To end, I must admit I am going to fully steal from Roxani’s website and share a poem that she posted. I have always been an avid Margaret Atwood fan (her newest book is the only one I brought with me to Greece), but I hadn’t read this particular poem until I saw it on R’s page, and I am so grateful that she shared it, because it captures perfectly everything I cannot say.

NOTES TOWARDS A POEM THAT CAN NEVER BE WRITTEN (an excerpt)
by Margaret Atwood

The facts of this world seen clearly
are seen through tears;
why tell me then
there is something wrong with my eyes?

To see clearly and without flinching,
without turning away,
this is agony, the eyes taped open
two inches from the sun.

What is it you see then?
Is it a bad dream, a hallucination?
Is it a vision?
What is it you hear?

The razor across the eyeball
is a detail from an old film.
It is also a truth.
Witness is what you must bear.

In this country you can say what you like
because no one will listen to you anyway,
it’s safe enough, in this country you can try to write
the poem that can never be written,
the poem that invents
nothing and excuses nothing,
because you invent and excuse yourself each day.
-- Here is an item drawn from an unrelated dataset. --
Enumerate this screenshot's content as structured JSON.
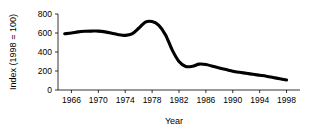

Elsewhere, this poem is not invention.
Elsewhere, this poem takes courage.
Elsewhere, this poem must be written
because the poets are already dead.

Elsewhere, this poem must be written
as if you are already dead,
as if nothing more can be done
or said to save you.

Elsewhere you must write this poem
because there is nothing more to do.

 

Posted By Mattea Cumoletti

Posted Jul 10th, 2016

7 Comments

  • Laura Stateler

    July 11, 2016

     

    Wow. Another great post! One line that was especially poignant to me was, “I get to leave”. But further, relating that to what the cab drivers were saying about Americans and that we are crazy and how perplexing it is that can we live in this violence. In the United States we do not get to “leave” this culture and environment that has hidden (or obvious) white privilege, microagressions, and where gun violence seems the best way to solve conflict There are many issues in America and around the world that seem unfair that some are just able to “leave” them. Man, I do not know if any of what I am saying makes sense…your blog really hit some and is challenging my mindset. It is interesting that you and Allyson in Jordan touched on similar subjects in your latest blog posts! Sending you love!